Nephrology Dialysis Transplantation, Vol 12, Issue 4 680-683, Copyright © 1997 by Oxford University Press
DS Silverberg, A Iaina and A Ocksenberg
For about 120 years we have been looking for the 'cause' of essential
hypertension. It is possible that we have merely been wandering through its
graveyard, looking at the pathogenetic mechanisms but never the actual
cause? Here we pass the gravestone of increased sympathetic activity; there
the gravestone of low renin activity. Here high endothelin; there low EDRF.
Here high thromboxane A2; there low prostacyclin. It is possible that all
these and so many other pathogenetic factors are all due to one basic
defect?

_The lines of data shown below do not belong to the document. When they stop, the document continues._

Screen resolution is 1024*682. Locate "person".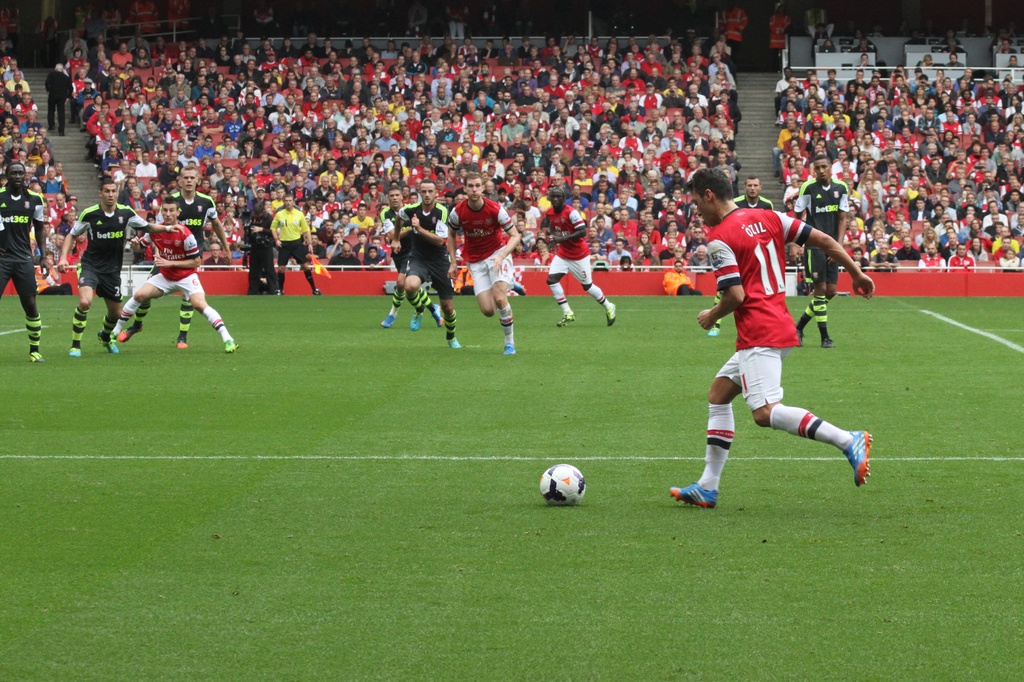
select_region(724, 178, 776, 207).
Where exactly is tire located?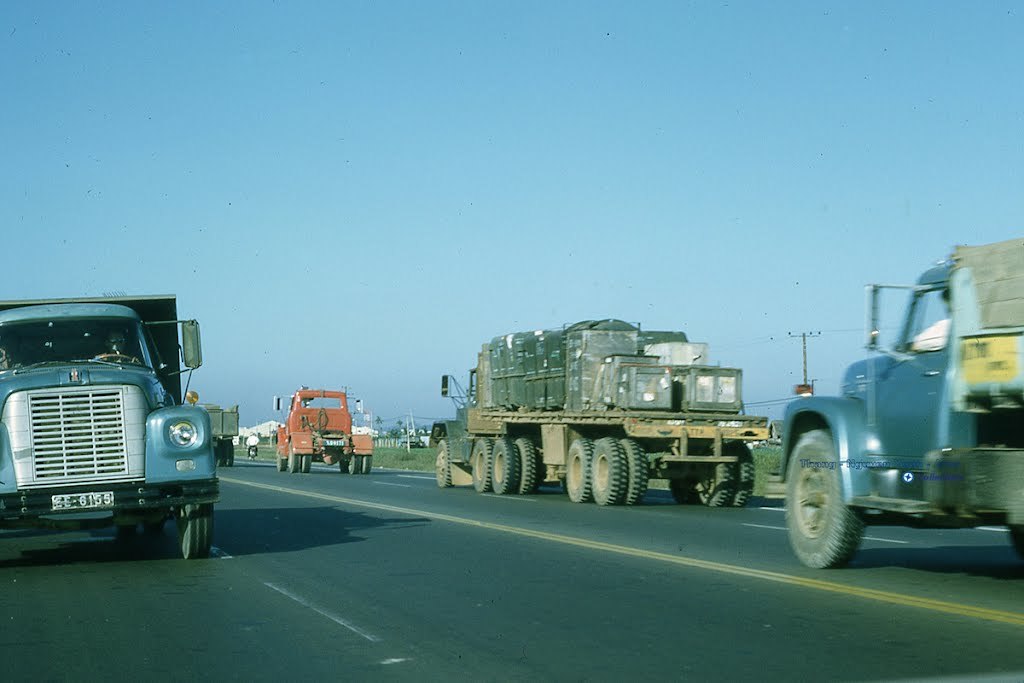
Its bounding box is (left=275, top=445, right=285, bottom=472).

Is it possible that, in the dead of night while patients with EH
have been sleeping, the villain has been lurking in their mouths, stuck
somewhere at the back of their throats, hidden from view yet choking them
hundreds of times a night. But this intermittent strangulation has not
occurred silently. On the contrary, it has made its presence felt in the
most irritating way, with snores, groans, grunts, gasps and frightening
periods of total apnea. But we, their physicians, never asked about these
symptoms, or, if we did, we never paid heed to them. This is clear from the
fact that, most cases of OSA occur in association with EH yet are not
diagnosed. Perhaps the next 'arousal response' should be the arousal of
physicians' consciousness so that they can at long last wake up to the
existence of the close connection between sleep-related breathing disorders
and hypertension and breathe some new life into the treatment of two old
diseases-essential hypertension and secondary hypertension. Early diagnosis
and treatment of the sleep-related breathing disorders may not only make
the patient feel much better, (something our antihypertensive medications
do not always do), but may reduce the blood pressure and prevent the
progression of renal and cardiovascular damage as well.
REVIEWS
Sleep-related breathing disturbances: their pathogenesis and potential interest to the nephrologist
Department of Nephrology, Tel Aviv Medical Center, Israel.